I struggled to understand git until I tried "gitless"[1], a wrapper around git that lets you focus on your workflow ignoring git's own weirdness. For example, switching to another branch automatically checks out the active commit of that branch. This is what you want most of the time: you don't switch branch and then don't even look at the code in that branch, do you?
I was intrigued but... What does this even mean? "switching to another branch" is the same thing as "checking out the active commit of that branch" in git.
> For example, switching to another branch automatically checks out the active commit of that branch. This is what you want most of the time: you don't switch branch and then don't even look at the code in that branch, do you?
You are right. What gitless does differently is it saves (git stash) the uncommitted files before switching: branches are well isolated, it doesn't let uncommited files be "copied over", if you understand what I mean.
We don't expect people to learn how a piece table, line array, rope, or gap buffer work in order to use a text editor built around one. If you had to understand some editor's core data structure in order to use it effectively, we'd say that editor had a terrible UI and warn people away from it.
We don't expect people to learn what a VFS is and how it works before plugging in a thumb drive. If some OS expected its users to master such arcana as a matter of course, we'd think of it as a mere curiosity - not suitable for practical use.
You don't have to know how HTTP or HTML work to use a browser. You can just click on things, and that's OK! If some browser made you learn what the DOM is and how to manipulate it before letting you into google.com, wouldn't we say "that browser is crap"?
Only git receives this special pleading: "its interface isn't terrible! You just have to learn all about how its internal implementation works, and then you will be able to use it effectively" - as though that isn't just a description of what a terrible interface is.
This is not true at all, and your examples are bad.
You don't need to know how btree's work to use SQL, true, but you need to know they exist and how they can be used by the database.
You don't know how to rebuild an engine to use a car, but you need to know what to put in the gas tank, when to change the oil, when to change the tires, what tires you can buy, how much air goes in them. You have to know a lot about how a car works to operate a car, or you have to pay someone to figure it out for you every time something needs done.
Git is the same.
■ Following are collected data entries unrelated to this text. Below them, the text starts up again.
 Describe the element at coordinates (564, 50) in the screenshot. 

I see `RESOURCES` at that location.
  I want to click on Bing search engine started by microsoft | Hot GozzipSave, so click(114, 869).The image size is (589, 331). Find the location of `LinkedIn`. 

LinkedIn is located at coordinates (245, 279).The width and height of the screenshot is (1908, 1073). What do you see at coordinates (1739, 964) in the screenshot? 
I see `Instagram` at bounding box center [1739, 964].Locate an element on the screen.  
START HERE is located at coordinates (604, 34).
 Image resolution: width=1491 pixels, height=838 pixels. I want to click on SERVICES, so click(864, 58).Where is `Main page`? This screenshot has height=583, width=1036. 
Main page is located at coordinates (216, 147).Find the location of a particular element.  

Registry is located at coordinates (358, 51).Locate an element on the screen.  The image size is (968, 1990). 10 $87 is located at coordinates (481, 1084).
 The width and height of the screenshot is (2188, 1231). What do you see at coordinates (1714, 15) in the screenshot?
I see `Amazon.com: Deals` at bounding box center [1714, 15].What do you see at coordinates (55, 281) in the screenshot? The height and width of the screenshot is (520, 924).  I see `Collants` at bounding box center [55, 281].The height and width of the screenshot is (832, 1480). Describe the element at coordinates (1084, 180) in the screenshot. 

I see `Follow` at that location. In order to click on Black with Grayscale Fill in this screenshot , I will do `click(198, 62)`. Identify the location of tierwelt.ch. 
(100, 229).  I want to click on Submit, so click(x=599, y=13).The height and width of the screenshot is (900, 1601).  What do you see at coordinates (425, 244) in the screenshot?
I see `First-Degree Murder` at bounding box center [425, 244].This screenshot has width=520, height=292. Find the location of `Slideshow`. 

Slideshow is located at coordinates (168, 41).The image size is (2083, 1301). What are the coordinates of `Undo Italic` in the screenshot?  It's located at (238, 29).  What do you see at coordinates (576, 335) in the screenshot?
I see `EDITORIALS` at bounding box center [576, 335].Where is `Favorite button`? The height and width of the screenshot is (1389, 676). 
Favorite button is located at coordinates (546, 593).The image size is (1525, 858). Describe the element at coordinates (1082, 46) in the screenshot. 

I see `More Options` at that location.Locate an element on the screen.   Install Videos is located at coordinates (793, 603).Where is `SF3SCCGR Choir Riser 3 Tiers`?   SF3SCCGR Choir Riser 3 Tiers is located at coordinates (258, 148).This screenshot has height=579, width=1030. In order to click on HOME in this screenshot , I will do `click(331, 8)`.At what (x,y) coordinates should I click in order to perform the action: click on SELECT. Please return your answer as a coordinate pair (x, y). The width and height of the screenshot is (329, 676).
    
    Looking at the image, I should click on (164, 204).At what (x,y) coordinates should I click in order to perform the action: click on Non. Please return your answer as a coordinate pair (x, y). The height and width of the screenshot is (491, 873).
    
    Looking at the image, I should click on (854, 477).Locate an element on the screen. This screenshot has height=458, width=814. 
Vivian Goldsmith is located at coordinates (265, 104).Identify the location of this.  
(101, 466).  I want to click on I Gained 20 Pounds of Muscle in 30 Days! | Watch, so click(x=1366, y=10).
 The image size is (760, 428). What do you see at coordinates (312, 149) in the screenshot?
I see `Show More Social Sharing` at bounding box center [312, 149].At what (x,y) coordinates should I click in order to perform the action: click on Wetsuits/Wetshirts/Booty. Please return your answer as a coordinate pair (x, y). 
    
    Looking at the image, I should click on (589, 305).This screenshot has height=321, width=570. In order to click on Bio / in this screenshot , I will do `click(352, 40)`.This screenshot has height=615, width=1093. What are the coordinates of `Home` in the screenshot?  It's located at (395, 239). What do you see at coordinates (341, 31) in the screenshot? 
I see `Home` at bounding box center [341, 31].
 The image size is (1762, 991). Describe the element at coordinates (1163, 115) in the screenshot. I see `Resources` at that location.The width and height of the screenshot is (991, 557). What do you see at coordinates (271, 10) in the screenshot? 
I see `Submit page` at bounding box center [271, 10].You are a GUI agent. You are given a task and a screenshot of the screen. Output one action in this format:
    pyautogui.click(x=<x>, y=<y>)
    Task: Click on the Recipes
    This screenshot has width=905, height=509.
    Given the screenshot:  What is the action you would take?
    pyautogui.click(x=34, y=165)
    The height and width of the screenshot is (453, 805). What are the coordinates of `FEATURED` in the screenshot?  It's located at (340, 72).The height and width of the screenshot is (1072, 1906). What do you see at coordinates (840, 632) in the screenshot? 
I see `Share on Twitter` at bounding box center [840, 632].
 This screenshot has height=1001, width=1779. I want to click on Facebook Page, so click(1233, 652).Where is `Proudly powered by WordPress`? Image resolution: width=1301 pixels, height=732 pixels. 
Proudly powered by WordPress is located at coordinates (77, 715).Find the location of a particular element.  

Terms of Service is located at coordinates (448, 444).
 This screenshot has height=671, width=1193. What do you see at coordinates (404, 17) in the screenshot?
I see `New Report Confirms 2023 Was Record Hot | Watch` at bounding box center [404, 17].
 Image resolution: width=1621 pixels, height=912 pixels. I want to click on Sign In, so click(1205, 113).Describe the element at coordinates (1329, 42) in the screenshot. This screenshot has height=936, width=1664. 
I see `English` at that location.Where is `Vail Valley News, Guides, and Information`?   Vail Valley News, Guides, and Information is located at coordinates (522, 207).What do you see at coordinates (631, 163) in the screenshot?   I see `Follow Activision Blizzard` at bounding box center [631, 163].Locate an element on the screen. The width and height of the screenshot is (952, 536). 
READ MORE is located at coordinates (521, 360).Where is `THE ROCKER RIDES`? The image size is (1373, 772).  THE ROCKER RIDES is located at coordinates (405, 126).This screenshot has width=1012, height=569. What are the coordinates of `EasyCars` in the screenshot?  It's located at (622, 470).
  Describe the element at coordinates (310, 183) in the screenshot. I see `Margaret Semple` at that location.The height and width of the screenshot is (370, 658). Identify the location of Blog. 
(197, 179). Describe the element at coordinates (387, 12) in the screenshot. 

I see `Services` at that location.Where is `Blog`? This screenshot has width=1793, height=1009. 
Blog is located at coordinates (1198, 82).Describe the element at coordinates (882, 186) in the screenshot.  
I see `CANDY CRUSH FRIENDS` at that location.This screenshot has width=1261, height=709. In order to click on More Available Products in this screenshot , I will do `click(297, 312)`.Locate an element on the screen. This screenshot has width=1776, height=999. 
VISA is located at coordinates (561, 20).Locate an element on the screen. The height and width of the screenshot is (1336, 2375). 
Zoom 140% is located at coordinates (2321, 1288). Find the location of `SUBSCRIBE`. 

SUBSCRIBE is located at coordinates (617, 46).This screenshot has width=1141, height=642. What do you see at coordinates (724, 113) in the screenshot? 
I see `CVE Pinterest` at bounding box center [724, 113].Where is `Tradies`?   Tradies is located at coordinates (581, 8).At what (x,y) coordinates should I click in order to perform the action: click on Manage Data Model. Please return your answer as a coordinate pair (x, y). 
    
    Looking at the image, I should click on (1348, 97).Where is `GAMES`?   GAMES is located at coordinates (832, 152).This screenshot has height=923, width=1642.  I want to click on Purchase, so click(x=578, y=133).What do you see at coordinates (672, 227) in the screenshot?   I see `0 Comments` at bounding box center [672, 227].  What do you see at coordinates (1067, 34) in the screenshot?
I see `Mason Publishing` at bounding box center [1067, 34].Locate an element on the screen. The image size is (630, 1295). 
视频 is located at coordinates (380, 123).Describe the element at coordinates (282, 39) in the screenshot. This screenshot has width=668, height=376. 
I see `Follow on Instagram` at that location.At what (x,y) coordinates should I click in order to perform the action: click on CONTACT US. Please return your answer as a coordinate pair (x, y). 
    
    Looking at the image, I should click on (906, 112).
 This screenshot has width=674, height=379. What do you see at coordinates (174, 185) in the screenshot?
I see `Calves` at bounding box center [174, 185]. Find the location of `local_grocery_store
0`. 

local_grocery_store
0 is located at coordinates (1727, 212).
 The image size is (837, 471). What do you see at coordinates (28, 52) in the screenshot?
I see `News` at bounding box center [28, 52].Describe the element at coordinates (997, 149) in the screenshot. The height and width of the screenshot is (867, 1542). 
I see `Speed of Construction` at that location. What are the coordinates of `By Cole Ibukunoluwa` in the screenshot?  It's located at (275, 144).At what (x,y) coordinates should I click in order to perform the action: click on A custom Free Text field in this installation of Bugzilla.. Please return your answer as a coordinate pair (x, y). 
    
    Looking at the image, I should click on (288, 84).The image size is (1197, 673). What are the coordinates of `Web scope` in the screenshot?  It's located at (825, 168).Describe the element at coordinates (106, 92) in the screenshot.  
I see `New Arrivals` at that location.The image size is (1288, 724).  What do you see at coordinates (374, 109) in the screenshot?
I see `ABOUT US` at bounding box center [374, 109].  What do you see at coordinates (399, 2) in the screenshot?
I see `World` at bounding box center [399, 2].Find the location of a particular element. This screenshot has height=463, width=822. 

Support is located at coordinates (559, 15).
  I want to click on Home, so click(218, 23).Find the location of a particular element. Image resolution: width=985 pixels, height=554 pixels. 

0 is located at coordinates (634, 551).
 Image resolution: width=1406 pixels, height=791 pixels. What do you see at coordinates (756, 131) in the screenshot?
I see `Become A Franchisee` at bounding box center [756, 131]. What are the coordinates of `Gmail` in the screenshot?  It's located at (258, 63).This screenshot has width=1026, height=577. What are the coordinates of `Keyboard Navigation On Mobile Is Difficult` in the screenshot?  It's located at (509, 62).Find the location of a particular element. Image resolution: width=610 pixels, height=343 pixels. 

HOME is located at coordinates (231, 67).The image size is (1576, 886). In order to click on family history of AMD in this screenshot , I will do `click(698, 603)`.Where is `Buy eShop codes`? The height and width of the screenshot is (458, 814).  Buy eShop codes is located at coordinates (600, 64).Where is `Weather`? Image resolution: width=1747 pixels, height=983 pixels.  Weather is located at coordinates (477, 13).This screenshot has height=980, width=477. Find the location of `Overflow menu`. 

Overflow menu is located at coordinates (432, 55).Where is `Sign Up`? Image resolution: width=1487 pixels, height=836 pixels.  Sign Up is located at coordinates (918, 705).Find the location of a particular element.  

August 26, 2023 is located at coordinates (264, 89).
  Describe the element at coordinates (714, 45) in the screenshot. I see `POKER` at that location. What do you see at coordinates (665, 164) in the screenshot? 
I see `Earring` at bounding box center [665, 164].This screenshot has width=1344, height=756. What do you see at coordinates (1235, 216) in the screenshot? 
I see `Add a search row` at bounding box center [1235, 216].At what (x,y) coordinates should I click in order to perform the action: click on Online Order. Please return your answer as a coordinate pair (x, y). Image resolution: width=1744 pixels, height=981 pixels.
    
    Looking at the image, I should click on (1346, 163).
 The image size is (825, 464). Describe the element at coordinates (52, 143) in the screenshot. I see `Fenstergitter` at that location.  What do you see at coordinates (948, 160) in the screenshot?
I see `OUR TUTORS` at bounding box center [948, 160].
You have to know about how it works, not all the details of how it works. You could hire someone to do everything in git for you like you probably do with a car, but Git isn't a tool for stupid babies, it's a tool for professionals, and frankly professionals should know how their professional tools work.
If you can't be bothered or struggle to understand how your tools work as a professional, you should change professions as you are incompetent. If you think it's better if you don't have to know, then you will be passed by like you are standing still in your career by people who don't have qualms about knowing how things work and therefore can solve lots of problems in a couple minutes you think are too icky to bother to understand and would take you weeks.
(Note: I'm saying 'you' but I'm not addressing anyone in particular with that, so please don't take this as some kind of personal attack.)
How does "bringing 2 copies into 1" (aka merge) work?
For big media files, lock / last timestamp is OK.
...but is there anything that helps merge changes in text? Not saying lock/timestamp for *everything* is bad, but IMHO, intelligent auto-merge of text is a main reason git is good.